The Montebello Islands were the site of three atmospheric nuclear weapon tests by the British military: one in 1952, and two in 1956.
While subsequent British tests were conducted at sites on mainland Australia, in 1956 there were two land-sited tower-mounted tests, on Trimouille and Alpha Islands. The second of these, codenamed “Mosaic G2”, was the largest nuclear explosion in Australia, with an official yield of 60 kilotons. Mosaic G2 was later described as an “exceptionally dirty explosion”, whose fallout contaminated large areas of mainland Australia, as far away as the Queensland towns of Mount Isa, Julia Creek, Longreach and Rockhampton.
https://en.wikipedia.org/wiki/Operation_Hurricane
https://en.wikipedia.org/wiki/Montebello_Islands
Operation Hurricane, 3 October 1952
HMS Plym, moored in Main Bay on Trimouille Island, was the site of Operation Hurricane, the first-ever atomic weapon tested by the United Kingdom, on 3 October 1952. A plutonium implosion device was detonated in Main Bay, Trimouille Island, in the Montebello Islands in Western Australia.

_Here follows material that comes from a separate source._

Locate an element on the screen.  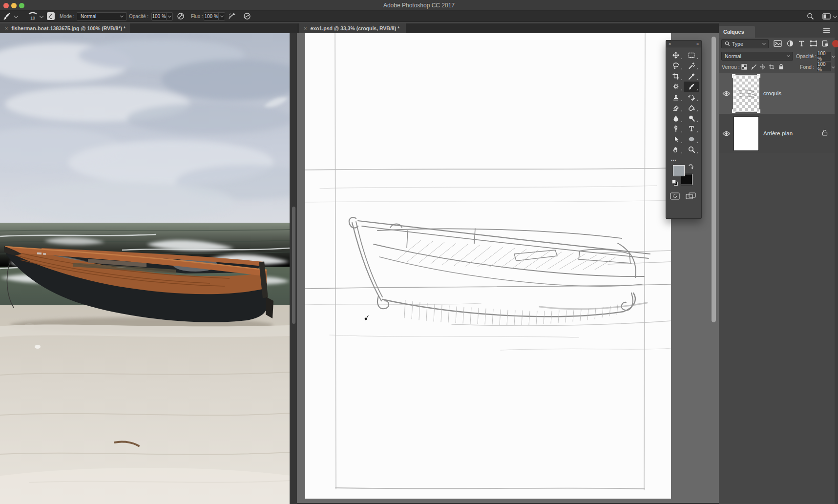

With the success of Operation Hurricane, Britain became the third nuclear power, after the United States and the Soviet Union.
Operation Mosaic G1 16 May 1956 and G2 19 June 1956
Operation Mosaic was a series of two British nuclear tests conducted in the Montebello Islands in Western Australia on 16 May and 19 June 1956. These tests followed the Operation Totem series and preceded the Operation Buffalo series. The second test in the series was the largest ever conducted in Australia.